Pretty please?-40hz (June 21, 2010, 06:09 PM)
Okay, to put your mind at ease, I will answer backwards...
1) Yes, I do work for an internal print operation. I am a one man shop and do everything from design (abit unofficially), setup, print, QC, package, and ship.
2) No I don't do any color checking or any of that kind of QC. I basically make sure it looks like the original and (maybe, if I catch it, I look at dates, names, that kind of thing - but that is outside the scope of my job and is more of a "value add" that I provide for customer service)
3) What I get paid for is my IT skills and experience. I was thrown in there because they they laid off all contractors and basically backfilled all empty positions with anyone that they deemed extra, which is to say if bare mimimum manning was 5 people and they had 6 or 7 (to cover vacations, busy times, etc), they cut it to 5 and used the extra 2 people to backfill. I was one of those "extras" that was thrown into the printroom to man the printing.

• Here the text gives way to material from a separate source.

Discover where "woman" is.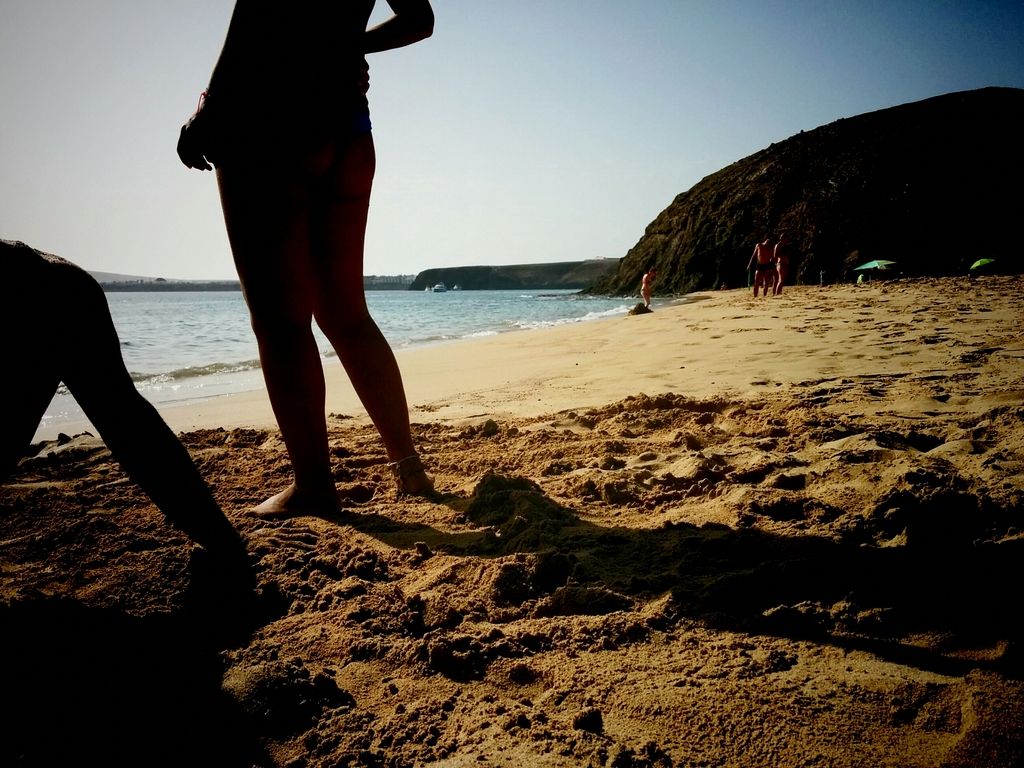
Discovered at 774,231,792,299.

3a) That said, what most printers that I deal with (we have a lot of overflow print jobs that get outsourced so I deal with many print houses in my area) pay for is a designer that can, to a lesser extent run the printers. They *MAY* have a specialist that schedules and runs print jobs sent to the printer, but generally the person who does the QC and finishing is also the designer who sets up the job.

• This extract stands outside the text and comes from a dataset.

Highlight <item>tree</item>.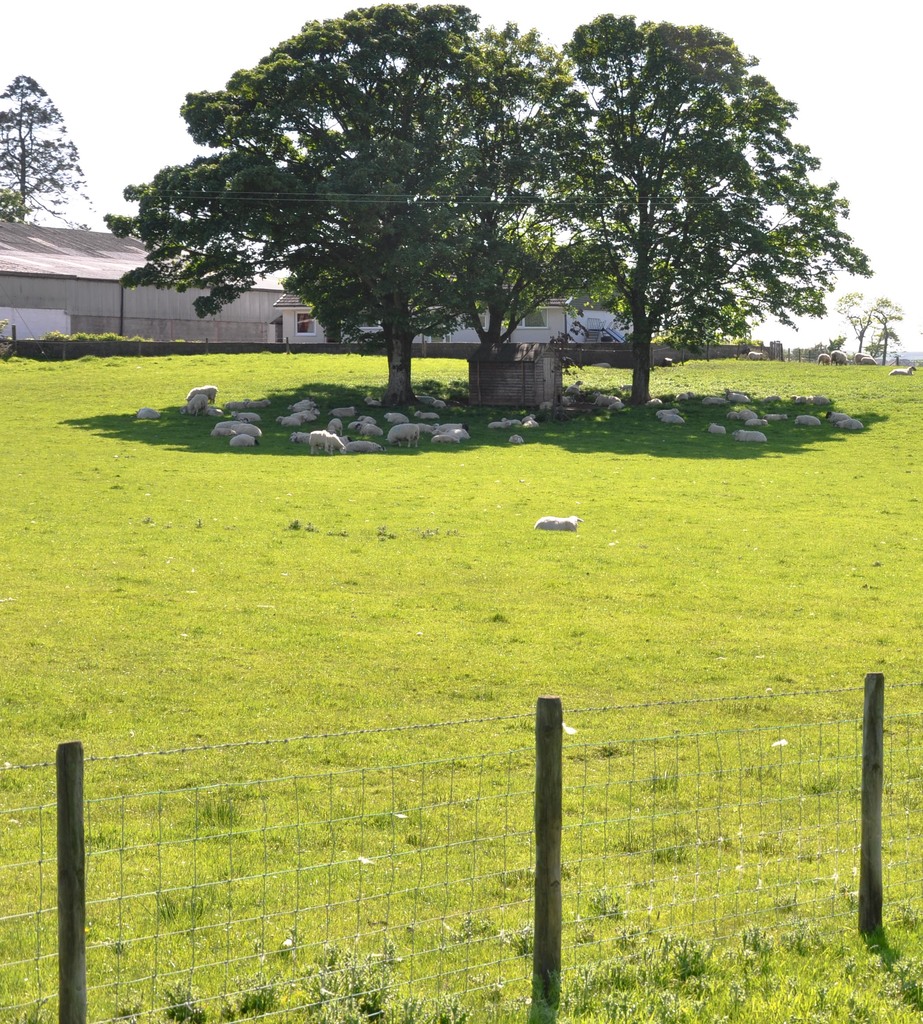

3b) The bad news is that is not ALWAYS the case. Where a traditional offset printing press goes digital, they often retrain the pressman to be that specialist, which means they usually end up just filling paper, scheduling and printing the jobs and handing it back to the designer. It is a deadend job, but it does keep the outdated skilled laborer employed until retirement if they are too old to make it worth training them or just unable to grasp design. In either case, it is cheaper than paying the unemployment and retaining, and at the same time makes for good employee relations.
Hope that puts much of your fears to rest so there are not bad nightmares.